I'm struggling with making a USB3 connection work. The PCB needs two USB3-A female receptacle, to play sort of a "man-in-the-middle" role.
I cannot provide much detail, since it is part of an ongoing research project --- however, I boiled down the issue to a minimal PCB that we actually manufactured (as a debugging test). Here's the layout, designed with gEDA PCB:
The thin traces are 12mil wide, the thick VBUS and GND traces are 35mil wide. The through-hole connections for the receptacles' pins have a hole diameter of 28mil (minus the plating thickness), and a pad diameter of 43mil.
The idea is that I connect from the PC to this board with a male-male extension cable, and then connect the device from the other receptacle on this board (using the same cable I would use to connect the device directly from the PC). The receptacle I used is the Amphenol 10117835-002LF.
The board was manufactured with "High Frequency" material, at 1mm thickness (the "Advanced PCB" option at Seeed Studio). However, one detail is that I did not manufacture with impedance control (nor did I do any calculations of trace impedances --- on the one hand, I didn't think it would be necessary --- at this point in time I'm not sure whether it is; and on the other hand, the receptacle specifications do not include characteristic impedance).
The trouble I'm having is: it works intermittently; or maybe I should say unreliably. I'm testing with a USB3 logic analyzer we have, and that one seems to work well (I set up capture at the highest rate the device supports, and it does capture, without reporting any errors). However, I try with a USB3 camera, and that one works some times, it report errors some times, the camera freezes once in a while, etc.
Any ideas on what I did wrong (specifically, things that could explain the unreliability), or suggestions to make it work more reliably?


### Exercise details
Report how many lines below include "female", giving the figure alone.

────────────────────────────────────────

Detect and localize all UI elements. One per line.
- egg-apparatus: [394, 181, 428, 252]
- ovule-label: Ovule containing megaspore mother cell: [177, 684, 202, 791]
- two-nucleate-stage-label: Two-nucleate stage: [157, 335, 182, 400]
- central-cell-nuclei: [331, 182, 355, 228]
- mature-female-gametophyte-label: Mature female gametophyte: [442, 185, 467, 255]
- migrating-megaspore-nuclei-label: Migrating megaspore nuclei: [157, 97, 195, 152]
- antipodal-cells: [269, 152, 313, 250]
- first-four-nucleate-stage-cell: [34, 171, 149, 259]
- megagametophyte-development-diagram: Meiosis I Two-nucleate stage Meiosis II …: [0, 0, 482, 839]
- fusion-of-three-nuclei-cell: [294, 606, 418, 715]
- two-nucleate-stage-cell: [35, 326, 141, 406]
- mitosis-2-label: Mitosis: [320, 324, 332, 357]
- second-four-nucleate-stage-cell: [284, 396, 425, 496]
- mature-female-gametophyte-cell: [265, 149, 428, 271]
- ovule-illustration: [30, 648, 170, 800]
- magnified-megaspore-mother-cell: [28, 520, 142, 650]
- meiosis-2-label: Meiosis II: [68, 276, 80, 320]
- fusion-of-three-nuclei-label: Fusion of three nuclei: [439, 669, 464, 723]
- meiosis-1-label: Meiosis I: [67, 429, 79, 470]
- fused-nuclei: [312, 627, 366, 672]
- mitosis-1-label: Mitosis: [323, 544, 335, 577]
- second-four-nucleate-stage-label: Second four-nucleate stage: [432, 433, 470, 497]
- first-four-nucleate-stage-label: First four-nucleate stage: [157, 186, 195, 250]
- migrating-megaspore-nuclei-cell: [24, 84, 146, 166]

────────────────────────────────────────

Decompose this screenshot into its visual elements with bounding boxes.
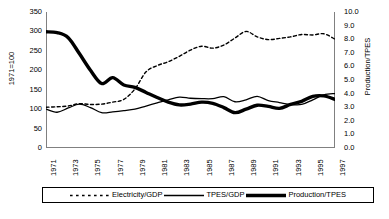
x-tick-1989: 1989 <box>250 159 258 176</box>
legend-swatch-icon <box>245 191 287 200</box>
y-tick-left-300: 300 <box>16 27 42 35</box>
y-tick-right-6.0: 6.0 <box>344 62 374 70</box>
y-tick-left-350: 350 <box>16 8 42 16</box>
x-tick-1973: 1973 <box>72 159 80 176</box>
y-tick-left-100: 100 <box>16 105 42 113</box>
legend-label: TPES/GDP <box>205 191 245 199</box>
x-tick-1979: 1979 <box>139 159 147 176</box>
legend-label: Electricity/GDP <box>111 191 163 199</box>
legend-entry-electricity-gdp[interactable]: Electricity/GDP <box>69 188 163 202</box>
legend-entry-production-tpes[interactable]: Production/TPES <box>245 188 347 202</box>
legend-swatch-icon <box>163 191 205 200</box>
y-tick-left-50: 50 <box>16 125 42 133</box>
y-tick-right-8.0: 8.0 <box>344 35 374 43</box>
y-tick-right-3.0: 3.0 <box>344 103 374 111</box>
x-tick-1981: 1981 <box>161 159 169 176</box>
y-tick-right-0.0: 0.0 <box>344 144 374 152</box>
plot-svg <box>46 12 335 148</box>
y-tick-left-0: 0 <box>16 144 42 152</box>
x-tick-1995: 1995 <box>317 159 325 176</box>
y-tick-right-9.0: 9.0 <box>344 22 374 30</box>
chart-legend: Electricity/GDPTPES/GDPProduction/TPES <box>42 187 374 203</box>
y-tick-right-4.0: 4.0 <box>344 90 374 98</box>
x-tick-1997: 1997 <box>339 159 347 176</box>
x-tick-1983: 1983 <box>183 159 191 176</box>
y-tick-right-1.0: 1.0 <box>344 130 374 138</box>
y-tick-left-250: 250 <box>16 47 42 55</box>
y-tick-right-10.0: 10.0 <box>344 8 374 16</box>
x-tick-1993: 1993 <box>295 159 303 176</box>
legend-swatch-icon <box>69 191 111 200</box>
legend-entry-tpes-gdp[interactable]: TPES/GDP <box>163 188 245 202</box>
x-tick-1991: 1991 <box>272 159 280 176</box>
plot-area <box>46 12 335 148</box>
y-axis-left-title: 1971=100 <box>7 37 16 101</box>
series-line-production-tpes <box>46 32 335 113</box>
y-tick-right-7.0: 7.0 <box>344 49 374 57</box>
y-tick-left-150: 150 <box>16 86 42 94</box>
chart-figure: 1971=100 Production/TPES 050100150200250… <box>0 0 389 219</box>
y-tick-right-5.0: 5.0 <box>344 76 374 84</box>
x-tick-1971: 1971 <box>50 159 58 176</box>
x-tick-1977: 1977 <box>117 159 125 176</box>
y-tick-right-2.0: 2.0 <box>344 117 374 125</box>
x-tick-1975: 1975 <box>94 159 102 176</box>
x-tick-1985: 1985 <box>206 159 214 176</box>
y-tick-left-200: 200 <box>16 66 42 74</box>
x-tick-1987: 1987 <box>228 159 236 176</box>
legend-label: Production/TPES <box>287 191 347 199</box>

────────────────────────────────────────

### Solution to this problem
2